President Trump is saying that he might issue a pardon to Edward Snowden. For some reason, he hasn’t said the same thing about Julian Assange.
But a pardon suggests that the person being pardoned has done something wrong. Neither Snowden and Assange has done anything wrong — at least not in a moral sense. It is the U.S. government — and specifically the national-security state branch of the federal government — that has engaged in terrible wrongdoing — wrongdoing that Snowden and Assange revealed to the American people and the people of the world.
Therefore, the real question is: Should Snowden and Assange pardon the U.S. for having destroyed a large part of their lives and liberty?
Oh, sure, the two of them technically violated the federal government’s national-security laws, rules, and regulations against revealing the dark-side, sordid policies and practices of the national-security establishment. Big deal. Those laws, rules, and regulations are illegitimate, at least in a moral sense.
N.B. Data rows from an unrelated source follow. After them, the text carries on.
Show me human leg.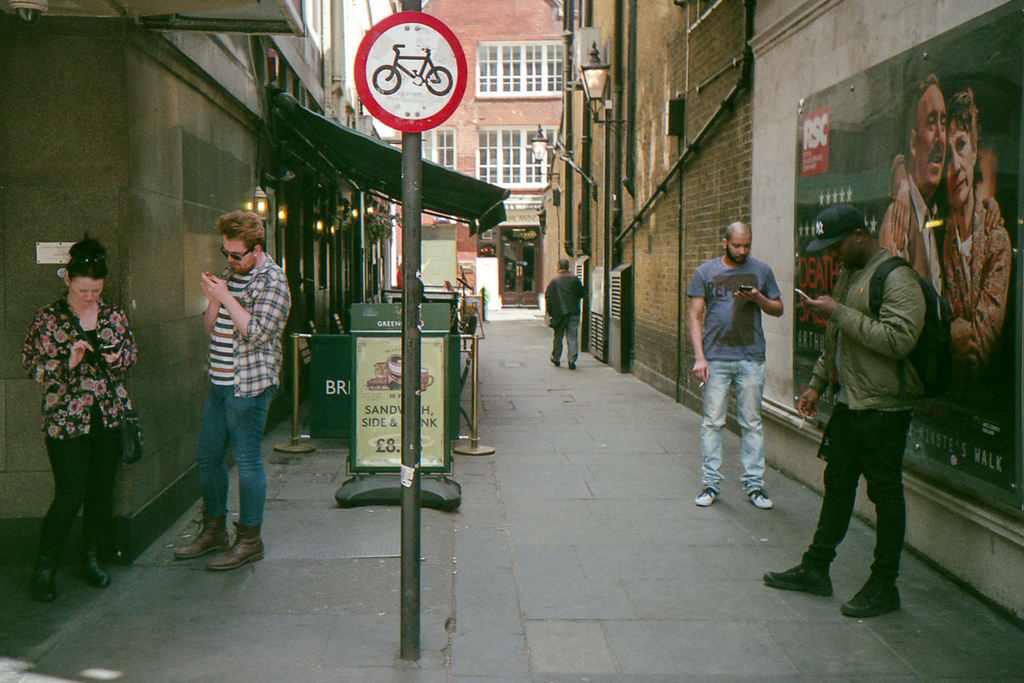
human leg is here: crop(75, 418, 115, 586).
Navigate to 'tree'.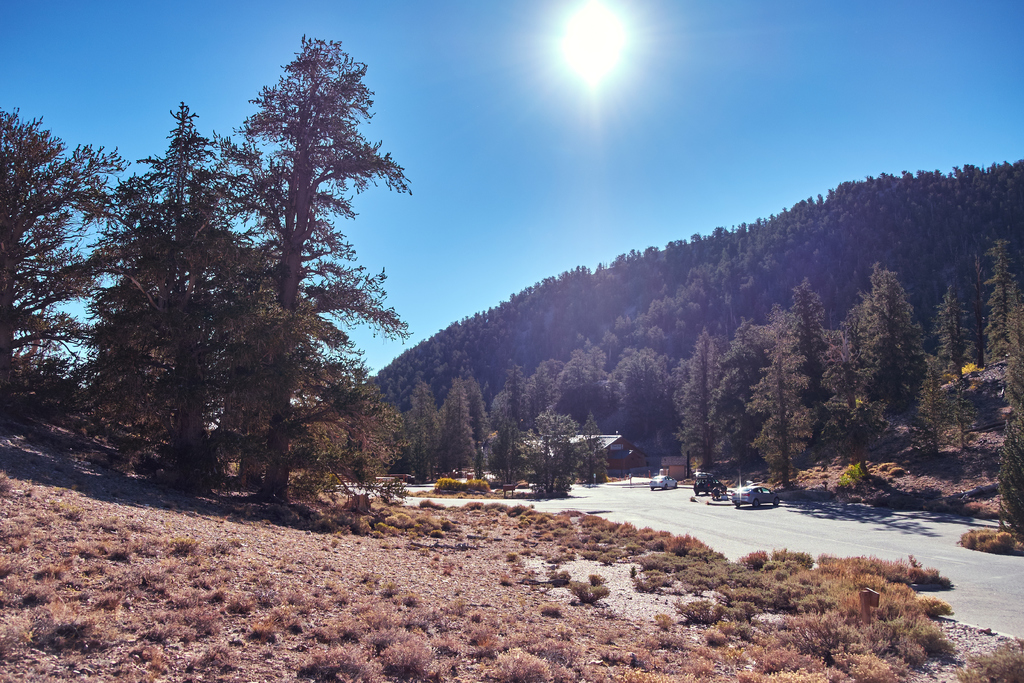
Navigation target: <bbox>191, 29, 410, 511</bbox>.
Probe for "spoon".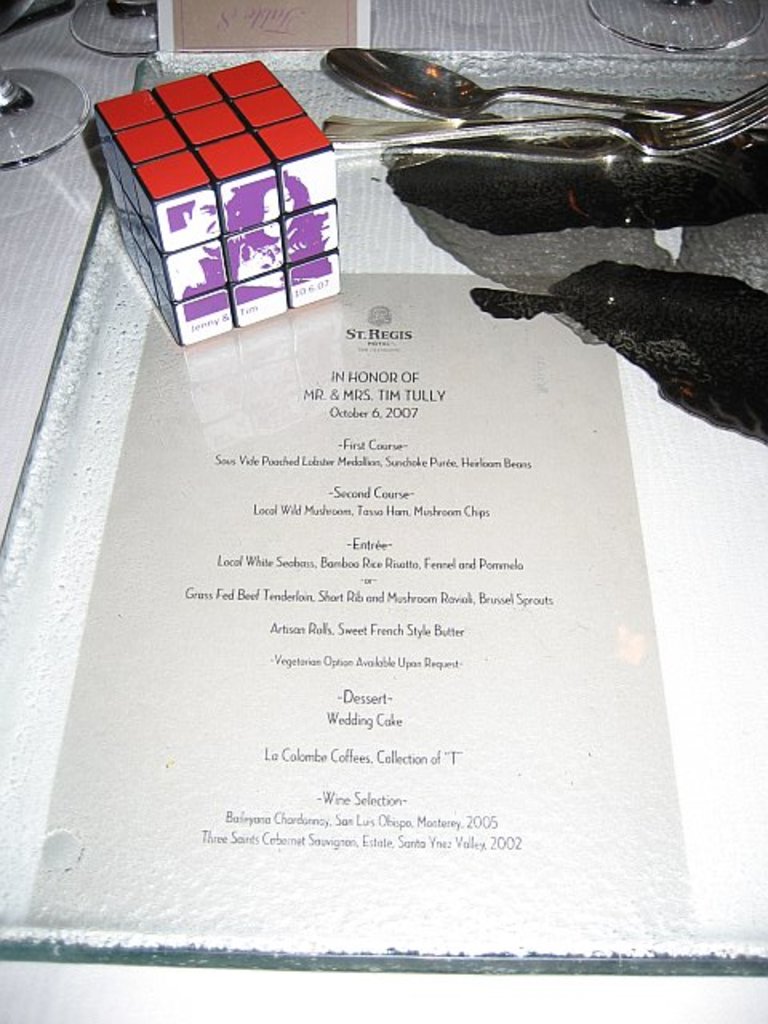
Probe result: {"left": 325, "top": 48, "right": 765, "bottom": 130}.
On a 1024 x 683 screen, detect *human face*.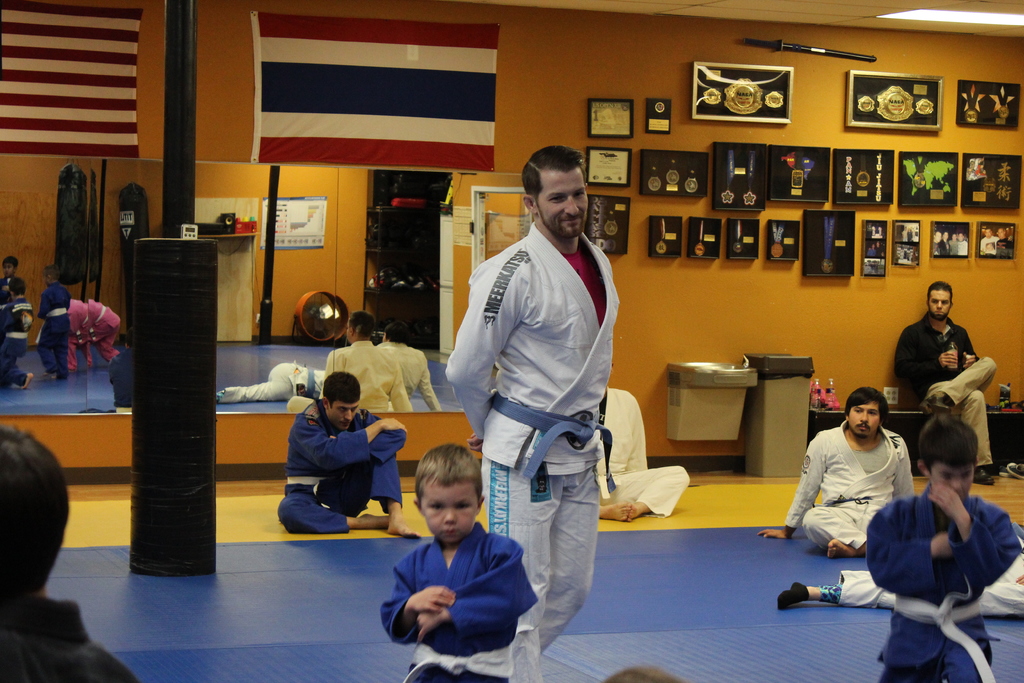
326 399 356 431.
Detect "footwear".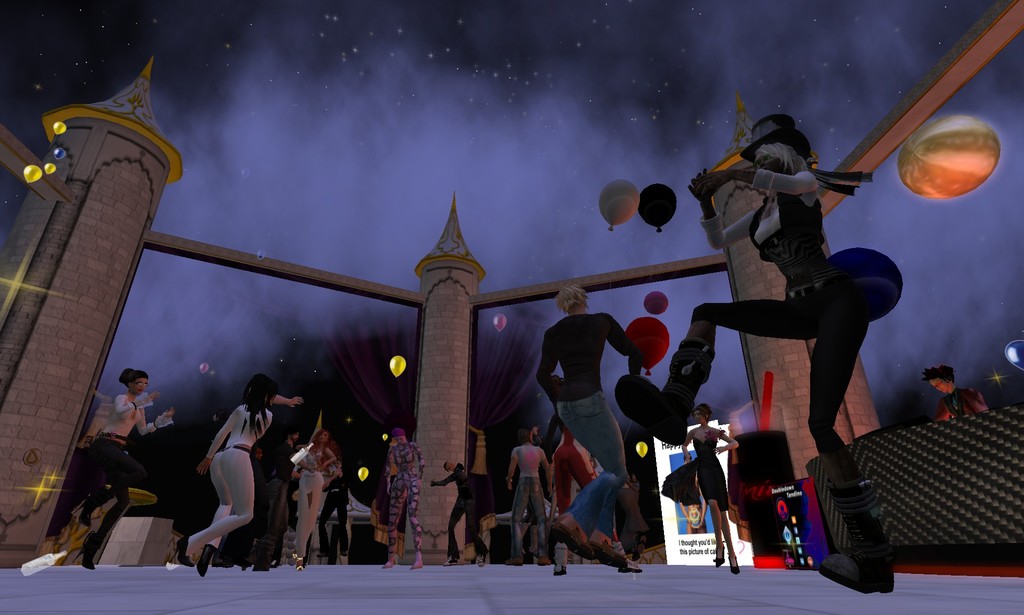
Detected at 79 532 97 573.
Why should the dark-side, sordid policies and practices of a government be immune from disclosure?
The American people have now become so accustomed to living under a national-security state form of governmental structure that many of them tend toward deferring to the laws, rules, and regulations that come with a national-security state. Thus, when the Pentagon, the CIA, and the NSA refer to Snowden and Assange as “enemies of the state” or “traitors,” the tendency of many Americans is to blindly accept their assessment.
Of course, it works that way under every national-security state. Look at China, North Korea, Vietnam, Cuba, Venezuela, Russia, Egypt, or Saudi Arabia, They too are all national-security states. Like the U.S. national-security state, they all engage in dark-side, sordid policies and practices. And like the U.S. national-security state, they go after anyone who discloses such policies and practices with a vengeance. And most of their citizens blindly and loyally go along with it all.
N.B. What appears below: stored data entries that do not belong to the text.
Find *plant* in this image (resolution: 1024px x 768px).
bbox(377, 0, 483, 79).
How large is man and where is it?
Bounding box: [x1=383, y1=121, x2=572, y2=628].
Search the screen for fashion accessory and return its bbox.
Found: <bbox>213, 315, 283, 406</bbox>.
The real question, however, is not whether Snowden and Assange should pardon the U.S. government. In fact, the real question isn’t even whether it should be a crime for people to disclose the dark-side, sordid policies and practices of a national-security state.
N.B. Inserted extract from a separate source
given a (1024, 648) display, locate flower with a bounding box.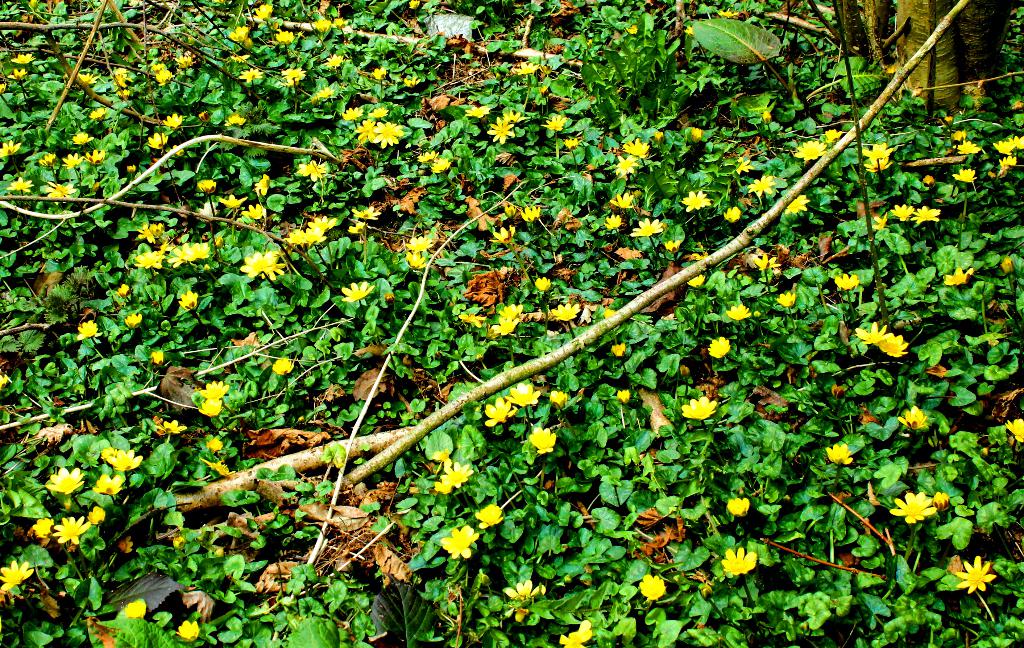
Located: rect(101, 446, 150, 471).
The real question — one that unfortunately will not be discussed in the presidential race — is whether it’s time to end America’s 75-year experiment as a national-security state.
A national-security state is a totalitarian form of governmental structure, one that empowers a government to engage, either secretly or openly, in dark-side, sordid policies and practices, such as torture, assassination, coups, murder, regime-change operations, invasions, bribery, kidnappings, indefinite detention, denial of due process, denial of trial by jury, and denial of speedy trial.
Keep in mind that the United States was founded as a limited-government republic, not a national-security state. In fact, if the Constitution had proposed a national-security state, there is no possibility that the American people would have approved the Constitution. That would have meant that the nation would have continued operating under the Articles of Confederation, a third type of governmental system under which the federal government’s powers were so weak and limited that it didn’t even have the power to tax people.
It wasn’t until the end of World War II that the federal government was converted into a national-security state. The rationale was that in order to prevent the communists, especially those that governed the Soviet Union (which, ironically, had been America’s wartime ally and Nazi Germany’s enemy) from from taking over the United States, it would be necessary to become a national-security state, just like the communist regimes were. A limited-government republic, it was said, would be insufficient to defeat a foreign regime that wielded omnipotent dark-side, sordid powers.
I challenge that notion. The best way to have opposed communism would have been to remain a free society and a limited-government republic, not by adopting the governmental structure and dark-side, sordid policies and practices of the communists.
Nonetheless, one thing is crystal clear: The Cold War ended in 1989 and so did the justification for converting the federal government into a national-security state in the first place.
By disclosing the dark-side, sordid policies and practices of the U.S. national-security state, Julian Assange and Edward Snowden have performed an invaluable service to the American people. They have helped remind us that this is not what America is supposed to be all about.
Assange and Snowden deserve the praise and thanks of every American. The best way we can honor them is by dismantling America’s Cold War legacy of a national-security state and restoring America’s founding system of a limited-government republic.